It’s just a couple of week until Dan Markham’s back and The New Eastgate Swing is published. It’s 1957, the Cold War is raging, and Markham’s world is going to change. Read about it here…and if you’re in Leeds on February 11, come to the launch at Waterstone’s. There’s even going to be some free wine, I hear.

But in a blatant attempt to whet your appetite, here’s an short extract. Enjoy…

 

‘I’m sorry,’ she said breathlessly as the waiter pulled out a chair for her. There was a shhh of nylon as she sat. ‘Have you been waiting long?’ The woman held out a hand and he shook it lightly.

‘Not really, Mrs Fox.’

‘Amanda,’ she told him. ‘Please.’

‘Amanda,’ he echoed as she pulled a cigarette from her handbag and he flicked his lighter. ‘Now, what’s all this about?’

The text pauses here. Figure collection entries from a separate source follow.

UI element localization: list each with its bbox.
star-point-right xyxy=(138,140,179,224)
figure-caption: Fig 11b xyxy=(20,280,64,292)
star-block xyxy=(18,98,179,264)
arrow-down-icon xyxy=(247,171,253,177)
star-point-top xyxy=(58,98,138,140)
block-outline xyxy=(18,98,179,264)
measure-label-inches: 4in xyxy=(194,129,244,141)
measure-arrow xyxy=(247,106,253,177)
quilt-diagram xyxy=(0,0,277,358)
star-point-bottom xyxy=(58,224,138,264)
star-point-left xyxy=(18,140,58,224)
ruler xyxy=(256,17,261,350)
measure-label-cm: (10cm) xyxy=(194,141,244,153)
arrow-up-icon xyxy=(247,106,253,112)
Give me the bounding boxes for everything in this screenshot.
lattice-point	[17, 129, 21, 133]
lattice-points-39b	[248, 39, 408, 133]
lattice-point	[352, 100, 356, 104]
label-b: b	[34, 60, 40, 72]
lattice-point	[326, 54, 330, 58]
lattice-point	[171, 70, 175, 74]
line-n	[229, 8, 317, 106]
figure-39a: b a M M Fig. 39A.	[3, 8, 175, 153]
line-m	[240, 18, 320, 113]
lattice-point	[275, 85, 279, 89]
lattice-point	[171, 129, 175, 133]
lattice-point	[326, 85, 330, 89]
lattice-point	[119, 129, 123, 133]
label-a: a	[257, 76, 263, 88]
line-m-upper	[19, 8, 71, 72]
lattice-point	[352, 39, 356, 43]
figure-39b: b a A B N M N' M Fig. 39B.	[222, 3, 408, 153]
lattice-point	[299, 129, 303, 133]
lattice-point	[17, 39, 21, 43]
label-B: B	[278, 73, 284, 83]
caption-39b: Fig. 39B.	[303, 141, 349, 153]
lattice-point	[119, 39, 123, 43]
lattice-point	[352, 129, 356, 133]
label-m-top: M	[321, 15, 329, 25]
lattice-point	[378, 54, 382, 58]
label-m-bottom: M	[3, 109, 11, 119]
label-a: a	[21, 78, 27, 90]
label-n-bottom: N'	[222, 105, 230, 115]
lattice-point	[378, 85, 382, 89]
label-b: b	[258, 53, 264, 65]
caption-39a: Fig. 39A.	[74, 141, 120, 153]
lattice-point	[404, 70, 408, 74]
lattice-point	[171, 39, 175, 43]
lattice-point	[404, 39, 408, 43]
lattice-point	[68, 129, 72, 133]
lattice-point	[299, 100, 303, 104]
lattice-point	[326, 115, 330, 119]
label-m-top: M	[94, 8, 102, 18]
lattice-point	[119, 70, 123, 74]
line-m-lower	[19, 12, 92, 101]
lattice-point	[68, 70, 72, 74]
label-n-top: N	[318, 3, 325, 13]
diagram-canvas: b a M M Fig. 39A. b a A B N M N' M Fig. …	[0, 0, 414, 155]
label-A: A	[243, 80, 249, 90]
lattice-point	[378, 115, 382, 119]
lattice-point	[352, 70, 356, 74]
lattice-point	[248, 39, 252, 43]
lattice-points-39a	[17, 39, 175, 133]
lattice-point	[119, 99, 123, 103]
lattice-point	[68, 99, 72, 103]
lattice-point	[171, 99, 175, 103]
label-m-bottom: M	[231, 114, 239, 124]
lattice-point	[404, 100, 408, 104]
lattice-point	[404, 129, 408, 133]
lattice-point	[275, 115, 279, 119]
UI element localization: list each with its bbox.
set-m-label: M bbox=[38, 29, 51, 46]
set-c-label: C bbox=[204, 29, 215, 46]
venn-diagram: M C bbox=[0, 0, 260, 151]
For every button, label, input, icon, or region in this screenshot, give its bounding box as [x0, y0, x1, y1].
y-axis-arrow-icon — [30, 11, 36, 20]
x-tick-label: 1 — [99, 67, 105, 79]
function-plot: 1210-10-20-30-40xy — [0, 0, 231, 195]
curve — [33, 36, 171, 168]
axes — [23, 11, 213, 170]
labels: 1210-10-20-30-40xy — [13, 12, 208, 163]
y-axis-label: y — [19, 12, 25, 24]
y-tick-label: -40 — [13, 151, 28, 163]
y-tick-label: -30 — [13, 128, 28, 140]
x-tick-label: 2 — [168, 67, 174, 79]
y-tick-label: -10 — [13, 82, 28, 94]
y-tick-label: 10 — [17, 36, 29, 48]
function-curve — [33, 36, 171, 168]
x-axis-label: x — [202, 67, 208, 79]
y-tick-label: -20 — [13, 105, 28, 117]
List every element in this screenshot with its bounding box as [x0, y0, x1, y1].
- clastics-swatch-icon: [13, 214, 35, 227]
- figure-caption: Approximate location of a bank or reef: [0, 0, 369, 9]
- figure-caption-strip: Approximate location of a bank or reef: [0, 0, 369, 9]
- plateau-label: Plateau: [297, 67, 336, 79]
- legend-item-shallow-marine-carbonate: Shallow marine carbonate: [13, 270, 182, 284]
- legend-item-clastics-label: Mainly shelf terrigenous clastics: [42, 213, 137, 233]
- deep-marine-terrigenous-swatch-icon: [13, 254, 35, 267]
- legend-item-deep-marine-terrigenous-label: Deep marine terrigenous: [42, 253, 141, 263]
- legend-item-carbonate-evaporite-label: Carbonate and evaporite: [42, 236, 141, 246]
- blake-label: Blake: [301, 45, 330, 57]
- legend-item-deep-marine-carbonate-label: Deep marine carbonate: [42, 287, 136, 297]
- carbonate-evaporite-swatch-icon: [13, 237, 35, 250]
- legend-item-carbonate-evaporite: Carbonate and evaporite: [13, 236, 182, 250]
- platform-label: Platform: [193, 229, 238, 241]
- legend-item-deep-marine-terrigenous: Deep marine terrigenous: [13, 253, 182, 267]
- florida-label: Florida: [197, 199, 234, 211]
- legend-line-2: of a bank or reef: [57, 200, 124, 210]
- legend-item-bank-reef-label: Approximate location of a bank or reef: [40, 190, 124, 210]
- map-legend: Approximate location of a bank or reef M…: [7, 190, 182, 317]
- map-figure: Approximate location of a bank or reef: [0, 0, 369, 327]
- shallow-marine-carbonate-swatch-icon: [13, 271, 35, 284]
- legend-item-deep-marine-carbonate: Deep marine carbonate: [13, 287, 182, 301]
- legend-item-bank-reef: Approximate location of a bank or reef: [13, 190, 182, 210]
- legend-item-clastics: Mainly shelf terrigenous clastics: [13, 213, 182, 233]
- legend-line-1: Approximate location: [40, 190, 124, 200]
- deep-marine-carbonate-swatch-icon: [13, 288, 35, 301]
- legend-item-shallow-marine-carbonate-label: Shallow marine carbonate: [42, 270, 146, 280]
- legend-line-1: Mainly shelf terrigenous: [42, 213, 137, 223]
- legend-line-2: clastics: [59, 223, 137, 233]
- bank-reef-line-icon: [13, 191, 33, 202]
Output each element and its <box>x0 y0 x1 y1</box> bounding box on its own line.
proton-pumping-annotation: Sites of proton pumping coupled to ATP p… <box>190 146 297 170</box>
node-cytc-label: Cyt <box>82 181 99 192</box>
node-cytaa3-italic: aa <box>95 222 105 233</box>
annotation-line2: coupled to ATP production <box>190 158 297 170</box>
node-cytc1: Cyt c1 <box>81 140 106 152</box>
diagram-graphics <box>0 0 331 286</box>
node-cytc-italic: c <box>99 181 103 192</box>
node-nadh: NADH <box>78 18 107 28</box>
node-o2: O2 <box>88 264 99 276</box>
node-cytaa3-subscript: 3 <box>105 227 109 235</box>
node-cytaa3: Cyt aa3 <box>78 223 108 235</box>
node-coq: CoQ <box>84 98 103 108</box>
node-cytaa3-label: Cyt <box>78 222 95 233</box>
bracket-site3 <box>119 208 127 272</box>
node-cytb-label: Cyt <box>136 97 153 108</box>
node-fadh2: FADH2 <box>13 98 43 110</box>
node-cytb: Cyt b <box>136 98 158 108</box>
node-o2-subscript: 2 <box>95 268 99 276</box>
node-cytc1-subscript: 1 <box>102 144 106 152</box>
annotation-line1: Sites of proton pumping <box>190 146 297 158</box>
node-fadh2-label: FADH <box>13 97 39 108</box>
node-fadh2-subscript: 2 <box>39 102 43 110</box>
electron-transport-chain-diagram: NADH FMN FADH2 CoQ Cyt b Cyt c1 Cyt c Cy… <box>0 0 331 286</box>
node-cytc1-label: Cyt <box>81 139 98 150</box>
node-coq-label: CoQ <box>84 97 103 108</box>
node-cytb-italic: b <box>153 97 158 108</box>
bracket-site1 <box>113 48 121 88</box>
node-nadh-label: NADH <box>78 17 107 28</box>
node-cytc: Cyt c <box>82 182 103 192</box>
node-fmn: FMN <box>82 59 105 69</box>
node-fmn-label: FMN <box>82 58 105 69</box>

She’d arrived late, escorted over by the waiter. In her early thirties, he judged, and wearing a close-fitting grey jersey dress that reached to her knees. It flattered her and she knew it, moving easily on high heels. Dark hair in an Italian cut, subtle makeup and a graceful, Audrey Hepburn face.

He’d had time to sit, staring around the restaurant and smoking. The place was new, fitted out in leather and oak, wanting to appear expensive, solid and timeless. The year before it had been different. Another couple of years it would be something else again.

‘Let’s wait a few minutes for that.’ Her eyes were bright, a deep, mysterious blue. ‘We’ll eat first. I always like pleasure before business, don’t you?’ It was a gentle tease. ‘I’m surprised we’ve never met before.’

‘It’s just how things are, I suppose.’

She carried an air of sophistication, assured, in control. Next to her he felt juvenile, provincial. She ordered quickly, as if she knew the menu by heart. He decided on steak and kidney pie. Very English. Very filling and plain.

‘Then I’m glad to finally change that.’ She flashed a brilliant smile, very white teeth and blood-red lips.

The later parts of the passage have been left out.